Moss of Life
One key step in the true liberation of wishrats’ species was the introduction of a comprehensively nutritious food so abundant it couldn’t be siloed or scarcified. With food freely available to everyone, no individual could be coerced into labor or undesirable circumstances by threat of starvation. With this independence came a radical shift in mindset that propelled the species into its ruling status. The organism that made this possible? A humble slime mold.
Moss of Life is a misnomer, a carryover from before microscopes or genetic understanding, when creatures had to be classified by their naked-eye resemblance to other beings. Lifemoss does indeed bear a notable textural similarity to bryophytes, as well as some lichens. In truth, it’s a protist, distantly related to either. As a different life form, it has a combination of features that make it perfect to live alongside the Indigo and to feed them. It’s highly adaptable, and quite mobile for a non-animal, capable of living in a variety of environments. This makes it an invasion risk, but various societies have taken measures to keep it contained. Chief among those measures, ancient societies domesticated the slime mold millions of years back, such that cultivated strains depend heavily on active care, or carefully calibrated pseudo-ecosystems, to survive. In the same domestication process, those slime molds developed a perfect balance of nutrients to give any given person baseline nutrition.
There are hundreds of different cultivars of lifemoss, each possessing a different flavor and texture profile (as well as a slightly different nutrient allocation). A handful of these breeds can be found in nearly every Indigo garden, one of which has been bred to fill a culinary niche akin to rice or tofu. This strain is great at soaking up flavorful juices and particles from other foods and even the environment. You need to be careful not to let it grow in polluted areas, but it’s a great way to get just about any food flavor into a meal. Another strain can take on a variety of textures depending on how it’s prepared.
Moss of life became a ubiquitous part of every Indigo settlement millennia ago, through a combination of intentional release programs and good old fashioned escapes. As such, it is considered the de facto food consumed by these people. They have plenty of other foods as supplements, shake-things-ups, and art forms, but lifemoss is the defining fuel for wishrats, individually and as a supercivilization.
Moss of Life is a misnomer, a carryover from before microscopes or genetic understanding, when creatures had to be classified by their naked-eye resemblance to other beings. Lifemoss does indeed bear a notable textural similarity to bryophytes, as well as some lichens. In truth, it’s a protist, distantly related to either. As a different life form, it has a combination of features that make it perfect to live alongside the Indigo and to feed them. It’s highly adaptable, and quite mobile for a non-animal, capable of living in a variety of environments. This makes it an invasion risk, but various societies have taken measures to keep it contained. Chief among those measures, ancient societies domesticated the slime mold millions of years back, such that cultivated strains depend heavily on active care, or carefully calibrated pseudo-ecosystems, to survive. In the same domestication process, those slime molds developed a perfect balance of nutrients to give any given person baseline nutrition.
There are hundreds of different cultivars of lifemoss, each possessing a different flavor and texture profile (as well as a slightly different nutrient allocation). A handful of these breeds can be found in nearly every Indigo garden, one of which has been bred to fill a culinary niche akin to rice or tofu. This strain is great at soaking up flavorful juices and particles from other foods and even the environment. You need to be careful not to let it grow in polluted areas, but it’s a great way to get just about any food flavor into a meal. Another strain can take on a variety of textures depending on how it’s prepared.
Moss of life became a ubiquitous part of every Indigo settlement millennia ago, through a combination of intentional release programs and good old fashioned escapes. As such, it is considered the de facto food consumed by these people. They have plenty of other foods as supplements, shake-things-ups, and art forms, but lifemoss is the defining fuel for wishrats, individually and as a supercivilization.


## Instructions to follow
Taking the line with "Given w=682, h=1024" as the first and the last line of the listing as the final one, please copy exactly those lines and no others, without pictures.

## Material provided
-------
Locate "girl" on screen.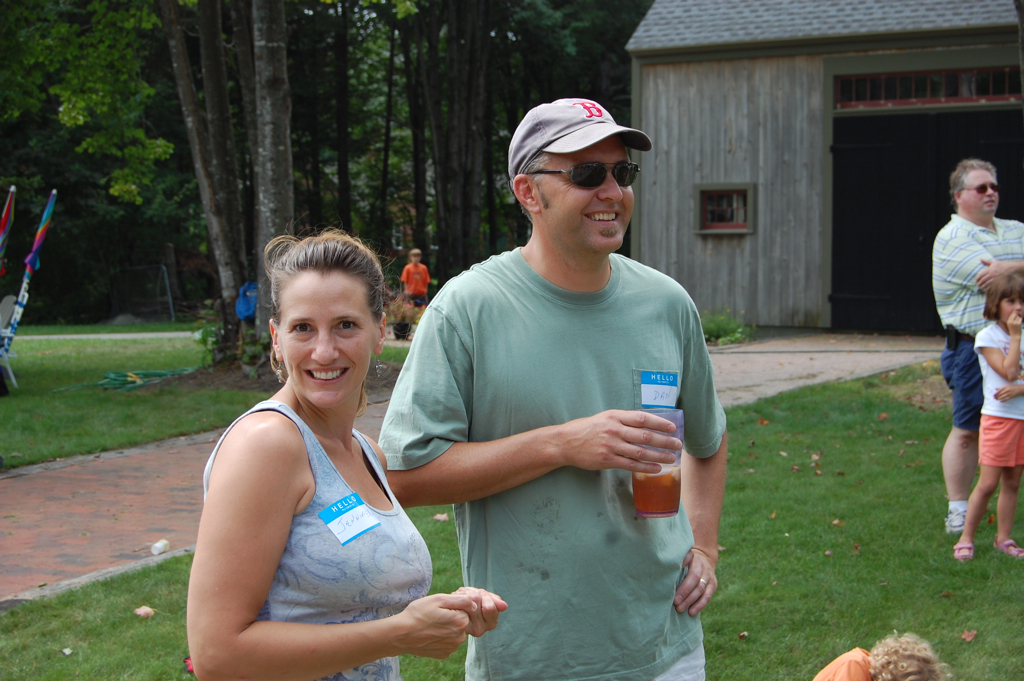
On screen at {"x1": 952, "y1": 268, "x2": 1023, "y2": 558}.
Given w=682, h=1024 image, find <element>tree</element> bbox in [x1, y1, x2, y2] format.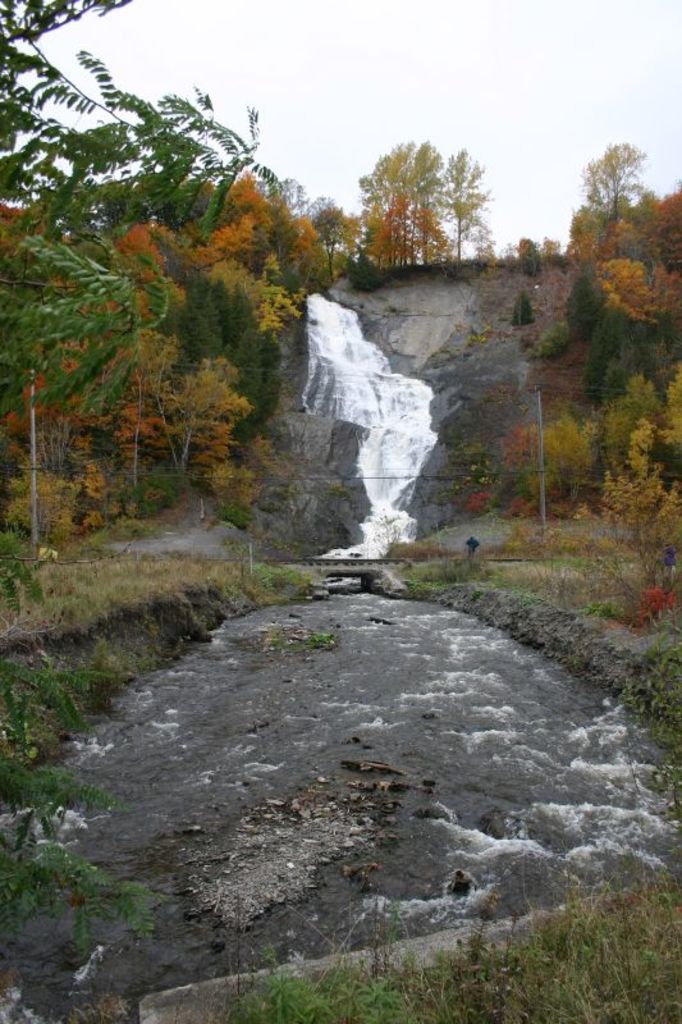
[99, 206, 285, 453].
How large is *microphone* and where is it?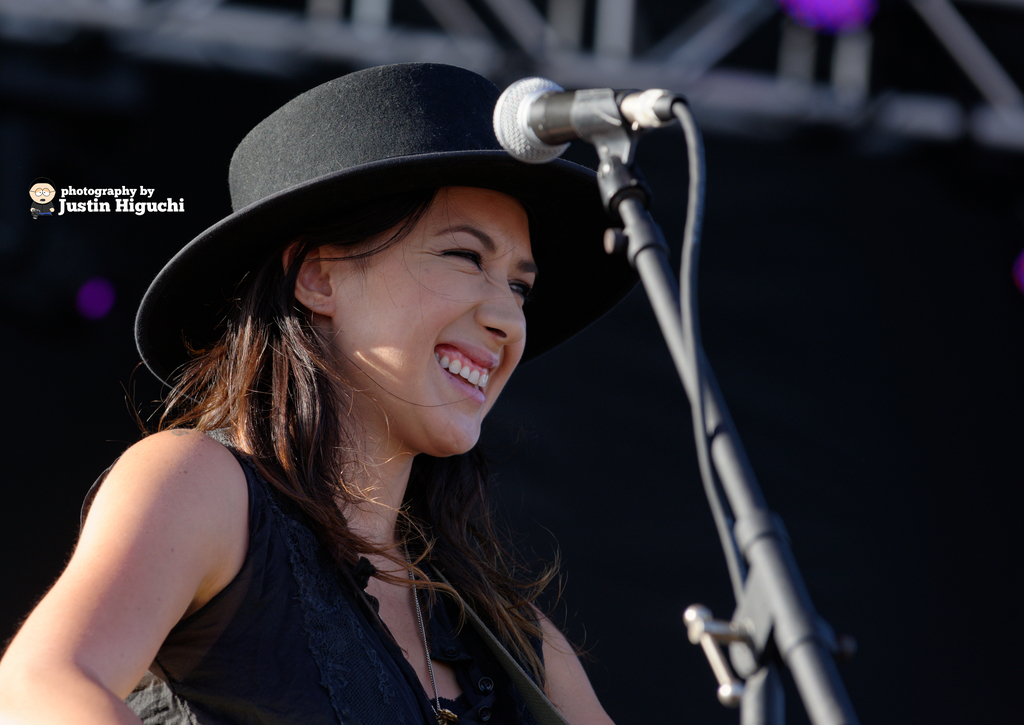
-------
## Answer to this problem
Given w=682, h=1024 image, find <element>tree</element> bbox in [x1, y1, x2, y2] format.
[99, 206, 285, 453].
How large is *microphone* and where is it?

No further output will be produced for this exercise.